Simulated Author's Rebuttal

2 responses · 0 unresolved

We thank the referee for the constructive and detailed feedback. We address each major comment below, indicating where the manuscript will be revised to improve clarity and verifiability.

read point-by-point responses
  1. Referee: [Abstract and §3] Abstract and §3 (six-stage pipeline description): the claim that the fixed sequence correctly resolves all priority conflicts among material, function, essential character, and part-versus-whole axes is load-bearing for the reported accuracies, yet the manuscript provides no mechanism for dynamic reordering or backtracking; HS GIR 1–6 and chapter notes frequently require case-specific ordering that a static pipeline cannot guarantee without explicit conditional logic.

    Authors: We agree that the manuscript would benefit from greater explicitness on this point. The six-stage pipeline is deliberately ordered to follow the standard priority hierarchy encoded in the HS GIR and chapter notes (specific before general, material before function where applicable, etc.), with local verification steps that check for conflicts at each stage. However, we acknowledge that the current text does not include pseudocode or concrete examples of how these verifications enforce ordering without backtracking. We will revise §3 to add a detailed flow diagram and stage-wise conditional logic descriptions showing how the fixed sequence covers the required cases. revision: yes

  2. Referee: [§4 and abstract] §4 (Evaluation) and abstract: the 64.2% top-1 six-digit accuracy and the interpretation of the 226-disagreement audit rest on the assumption that the workflow's decisions align with HS rules rather than benchmark noise, but no quantitative breakdown of deviation types, exact prompting templates, or stage-level implementation details are supplied, preventing verification that the pipeline actually performs the claimed multi-dimensional reasoning.

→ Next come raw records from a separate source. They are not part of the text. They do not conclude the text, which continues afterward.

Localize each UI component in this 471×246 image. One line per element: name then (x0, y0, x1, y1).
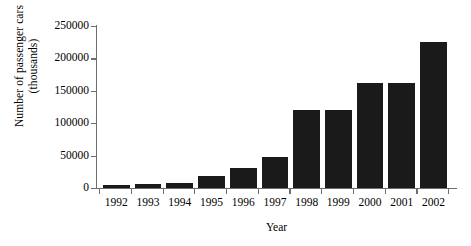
x-tick-label: 1997 (263, 197, 286, 209)
x-tick-mark (416, 189, 417, 194)
x-tick-mark (321, 189, 322, 194)
y-tick-label: 200000 (55, 53, 90, 65)
bar-1998 (293, 110, 320, 188)
x-tick-mark (131, 189, 132, 194)
x-tick-label: 2002 (422, 197, 445, 209)
bar-2000 (357, 83, 384, 188)
x-tick-label: 2000 (359, 197, 382, 209)
bar-1999 (325, 110, 352, 188)
x-tick-label: 1995 (200, 197, 223, 209)
x-tick-label: 1999 (327, 197, 350, 209)
x-tick-mark (448, 189, 449, 194)
x-tick-mark (163, 189, 164, 194)
y-tick-mark (91, 156, 96, 157)
y-tick-mark (91, 58, 96, 59)
x-tick-label: 1992 (105, 197, 128, 209)
x-axis-line (96, 188, 457, 189)
y-axis-title-line-1: Number of passenger cars (12, 0, 26, 151)
bar-chart: Number of passenger cars (thousands) 050… (0, 0, 471, 246)
x-tick-mark (99, 189, 100, 194)
bar-1994 (166, 183, 193, 188)
bar-1992 (103, 185, 130, 188)
bar-1995 (198, 176, 225, 188)
y-tick-label: 50000 (60, 150, 89, 162)
x-tick-label: 1994 (168, 197, 191, 209)
y-tick-mark (91, 91, 96, 92)
bar-1997 (262, 157, 289, 188)
y-tick-mark (91, 188, 96, 189)
bar-2001 (388, 83, 415, 188)
y-axis-title: Number of passenger cars (thousands) (12, 0, 46, 151)
x-tick-mark (289, 189, 290, 194)
x-tick-label: 2001 (390, 197, 413, 209)
y-tick-label: 100000 (55, 117, 90, 129)
x-axis-title: Year (96, 222, 457, 234)
y-tick-mark (91, 26, 96, 27)
y-tick-mark (91, 123, 96, 124)
y-tick-label: 0 (83, 182, 89, 194)
x-tick-label: 1993 (137, 197, 160, 209)
x-tick-mark (385, 189, 386, 194)
y-tick-label: 150000 (55, 85, 90, 97)
bar-1993 (135, 184, 162, 188)
x-tick-mark (353, 189, 354, 194)
x-tick-mark (226, 189, 227, 194)
x-tick-mark (194, 189, 195, 194)
x-tick-label: 1998 (295, 197, 318, 209)
x-tick-mark (258, 189, 259, 194)
x-tick-label: 1996 (232, 197, 255, 209)
bar-2002 (420, 42, 447, 188)
y-tick-label: 250000 (55, 20, 90, 32)
plot-area: 050000100000150000200000250000 199219931… (96, 25, 457, 189)
y-axis-line (96, 25, 97, 189)
y-axis-title-line-2: (thousands) (26, 0, 40, 151)
bar-1996 (230, 168, 257, 188)
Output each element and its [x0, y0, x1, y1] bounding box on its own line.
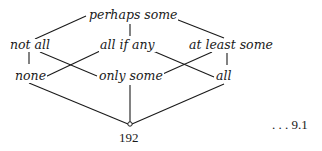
bottom-vertex-node — [128, 122, 132, 126]
edge-none-vertex — [29, 83, 128, 124]
equation-number: . . . 9.1 — [272, 118, 308, 131]
node-all-if-any: all if any — [99, 39, 156, 52]
node-all: all — [215, 70, 232, 83]
node-not-all: not all — [9, 39, 51, 52]
node-none: none — [14, 70, 47, 83]
node-perhaps-some: perhaps some — [88, 9, 178, 22]
edge-all-vertex — [132, 84, 224, 124]
lattice-diagram: perhaps some not all all if any at least… — [0, 0, 322, 151]
bottom-vertex-label: 192 — [119, 131, 139, 144]
node-at-least-some: at least some — [188, 39, 274, 52]
edge-all-if-any-none — [45, 51, 100, 77]
edge-not-all-only-some — [40, 52, 97, 76]
edge-perhaps-some-not-all — [35, 16, 86, 39]
node-only-some: only some — [98, 70, 164, 83]
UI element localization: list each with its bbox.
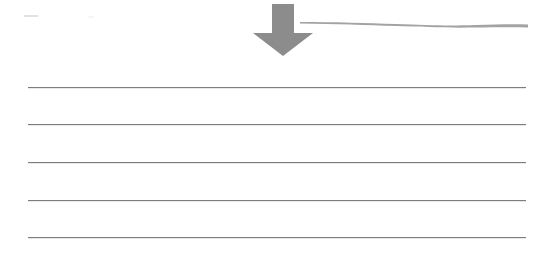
writing-line-2	[28, 124, 526, 125]
worksheet-canvas	[0, 0, 551, 253]
writing-line-1	[28, 87, 526, 88]
writing-line-5	[28, 237, 526, 238]
faint-mark-decoration	[0, 0, 120, 30]
writing-line-4	[28, 200, 526, 201]
brush-stroke-decoration	[296, 16, 536, 32]
writing-line-3	[28, 162, 526, 163]
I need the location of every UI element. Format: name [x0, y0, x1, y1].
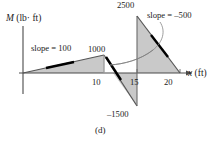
x-axis-label: x (ft)	[188, 69, 207, 79]
value-label-negative-1500: –1500	[107, 110, 128, 119]
annotation-slope-100: slope = 100	[31, 44, 71, 53]
value-label-1000: 1000	[88, 45, 105, 54]
x-tick-label-20: 20	[164, 78, 173, 87]
value-label-2500: 2500	[117, 1, 134, 10]
annotation-slope-negative-500: slope = –500	[147, 11, 191, 20]
x-tick-label-15: 15	[130, 78, 139, 87]
bending-moment-diagram-figure: M (lb· ft) x (ft) slope = 100 slope = –5…	[0, 0, 216, 143]
y-axis-label: M (lb· ft)	[6, 14, 41, 24]
y-axis-label-symbol: M	[6, 13, 14, 23]
x-tick-label-10: 10	[92, 78, 101, 87]
x-axis-label-symbol: x	[188, 68, 192, 78]
figure-caption: (d)	[95, 126, 106, 135]
y-axis-label-unit: (lb· ft)	[16, 13, 41, 23]
x-axis-label-unit: (ft)	[195, 68, 207, 78]
slope-drop-emphasis-segment	[106, 57, 121, 80]
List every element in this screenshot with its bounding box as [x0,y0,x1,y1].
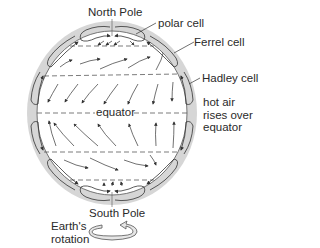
label-north-pole: North Pole [88,6,142,19]
rotation-arrow-icon [89,221,137,240]
label-hot-air-1: hot air [203,96,235,109]
label-rotation-2: rotation [51,233,89,246]
label-rotation-1: Earth's [51,220,86,233]
label-equator: equator [96,106,135,119]
label-hadley-cell: Hadley cell [202,72,258,85]
label-hot-air-3: equator [203,121,242,134]
label-south-pole: South Pole [89,207,145,220]
label-polar-cell: polar cell [158,17,204,30]
label-ferrel-cell: Ferrel cell [194,36,244,49]
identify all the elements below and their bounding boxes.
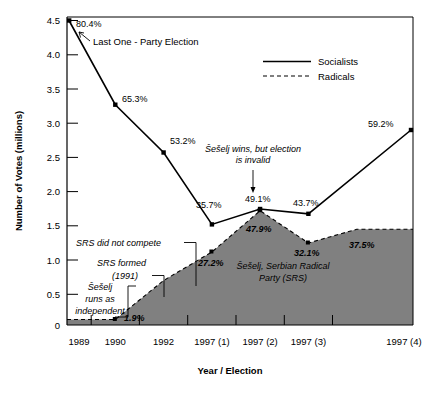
y-axis-title: Number of Votes (millions)	[13, 111, 24, 231]
y-tick-label: 0	[55, 320, 60, 331]
x-tick-label: 1997 (4)	[386, 336, 421, 347]
area-label-line2: Party (SRS)	[259, 273, 307, 283]
x-tick-label: 1997 (1)	[194, 336, 229, 347]
annotation-seselj-indep-line1: Šešelj	[88, 282, 114, 292]
annotation-seselj-wins-line1: Šešelj wins, but election	[205, 144, 301, 154]
y-tick-label: 1.5	[47, 220, 60, 231]
y-tick-label: 4.0	[47, 49, 60, 60]
socialists-marker-1990	[113, 103, 117, 107]
annotation-srs-formed-line2: (1991)	[112, 271, 138, 281]
y-tick-label: 4.5	[47, 15, 60, 26]
socialists-pct-label-1989: 80.4%	[76, 19, 102, 29]
x-tick-labels: 1989 1990 1992 1997 (1) 1997 (2) 1997 (3…	[68, 336, 421, 347]
socialists-pct-label-1990: 65.3%	[122, 94, 148, 104]
y-tick-labels: 4.5 4.0 3.5 3.0 2.5 2.0 1.5 1.0 0.5 0	[47, 15, 60, 331]
socialists-marker-1997-3	[306, 212, 310, 216]
socialists-marker-1992	[161, 150, 165, 154]
legend-label-socialists: Socialists	[318, 56, 358, 67]
radicals-pct-label-1997-3: 32.1%	[294, 248, 320, 258]
x-tick-label: 1990	[105, 336, 126, 347]
x-tick-label: 1997 (2)	[242, 336, 277, 347]
radicals-marker-1997-1	[209, 250, 213, 254]
election-votes-chart: 4.5 4.0 3.5 3.0 2.5 2.0 1.5 1.0 0.5 0 19…	[0, 0, 444, 396]
radicals-pct-label-1997-2: 47.9%	[245, 224, 272, 234]
x-axis-title: Year / Election	[198, 365, 263, 376]
legend-label-radicals: Radicals	[318, 71, 355, 82]
radicals-marker-1990	[113, 317, 117, 321]
y-tick-label: 0.5	[47, 289, 60, 300]
x-tick-label: 1989	[68, 336, 89, 347]
y-tick-label: 1.0	[47, 255, 60, 266]
y-tick-label: 3.5	[47, 84, 60, 95]
y-tick-label: 3.0	[47, 118, 60, 129]
radicals-marker-1997-3	[306, 241, 310, 245]
socialists-pct-label-1997-3: 43.7%	[293, 198, 319, 208]
annotation-seselj-indep-line2: runs as	[85, 294, 115, 304]
y-tick-label: 2.0	[47, 186, 60, 197]
radicals-pct-label-1997-4: 37.5%	[349, 240, 375, 250]
annotation-last-one-party-election: Last One - Party Election	[93, 36, 199, 47]
annotation-srs-did-not-compete: SRS did not compete	[76, 238, 161, 248]
area-label-line1: Šešelj, Serbian Radical	[236, 261, 330, 271]
y-tick-label: 2.5	[47, 152, 60, 163]
radicals-pct-label-1997-1: 27.2%	[197, 258, 224, 268]
annotation-seselj-indep-line3: independent	[75, 306, 125, 316]
socialists-pct-label-1997-2: 49.1%	[245, 194, 271, 204]
socialists-marker-1997-1	[210, 222, 214, 226]
socialists-pct-label-1997-1: 35.7%	[196, 200, 222, 210]
x-tick-label: 1992	[153, 336, 174, 347]
socialists-pct-label-1997-4: 59.2%	[368, 119, 394, 129]
annotation-srs-formed-line1: SRS formed	[97, 258, 147, 268]
annotation-seselj-wins-line2: is invalid	[236, 155, 272, 165]
radicals-pct-label-1990: 1.9%	[124, 313, 145, 323]
chart-container: 4.5 4.0 3.5 3.0 2.5 2.0 1.5 1.0 0.5 0 19…	[0, 0, 444, 396]
socialists-pct-label-1992: 53.2%	[170, 136, 196, 146]
socialists-marker-1997-2	[258, 207, 262, 211]
x-tick-label: 1997 (3)	[291, 336, 326, 347]
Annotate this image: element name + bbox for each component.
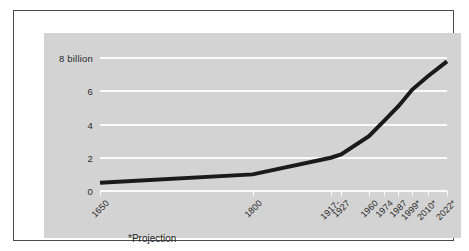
x-tick-label-2022: 2022*: [434, 198, 458, 222]
y-tick-label-4: 4: [88, 119, 93, 130]
y-tick-label-6: 6: [88, 86, 93, 97]
y-tick-label-2: 2: [88, 152, 93, 163]
figure-border: 02468 billion 165018001917-1927196019741…: [13, 10, 454, 241]
y-tick-label-8: 8 billion: [59, 53, 93, 64]
projection-footnote: *Projection: [128, 233, 176, 244]
y-tick-label-0: 0: [88, 186, 93, 197]
x-tick-2010: [428, 191, 429, 196]
series-polyline: [100, 61, 447, 182]
x-tick-1974: [384, 191, 385, 196]
x-tick-1987: [398, 191, 399, 196]
x-tick-2022: [447, 191, 448, 196]
x-tick-1927: [341, 191, 342, 196]
population-growth-figure: 02468 billion 165018001917-1927196019741…: [0, 0, 469, 251]
x-tick-1960: [369, 191, 370, 196]
x-tick-label-1800: 1800: [242, 198, 264, 220]
plot-area: 02468 billion 165018001917-1927196019741…: [100, 58, 447, 191]
x-tick-1800: [253, 191, 254, 196]
x-tick-1999: [412, 191, 413, 196]
chart-panel: 02468 billion 165018001917-1927196019741…: [44, 33, 461, 238]
x-tick-1650: [100, 191, 101, 196]
x-tick-label-1650: 1650: [90, 198, 112, 220]
population-line-series: [100, 58, 447, 191]
x-tick-1917: [331, 191, 332, 196]
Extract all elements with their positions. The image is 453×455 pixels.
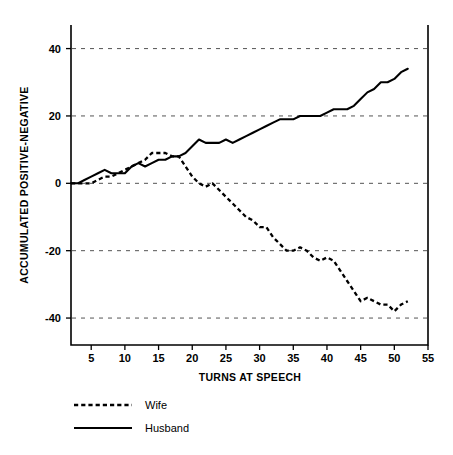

    Authors: We accept this criticism. While the appendix already releases the full adjudication records for the 226 cases (including stage-wise citations), the main text lacks a quantitative breakdown of deviation categories and the exact stage prompts. We will add to §4 a table summarizing deviation types (e.g., material-priority conflicts, part-whole boundary issues, essential-character mismatches) derived from the audit, include the precise prompting templates for each of the six stages, and expand the implementation details to make the multi-dimensional reasoning verifiable. revision: yes

Axiom & Free-Parameter Ledger

0 free parameters · 2 axioms · 0 invented entities

The central claim rests on the assumption that HS rules can be decomposed into a fixed sequence of narrow stages supported by offline knowledge engineering; no free parameters are fitted and no new entities are postulated.

axioms (2)
  • domain assumption HS tariff classification rules can be decomposed into a fixed six-stage pipeline that resolves all priority conflicts among material, form, function, and part-versus-whole axes
    Invoked to justify the deterministic control flow over self-planning agents.
  • domain assumption Offline knowledge engineering of the Chinese HS tariff produces a complete and accurate base for stage-wise reasoning
    Required for the online pipeline to cite correct chapter and section notes.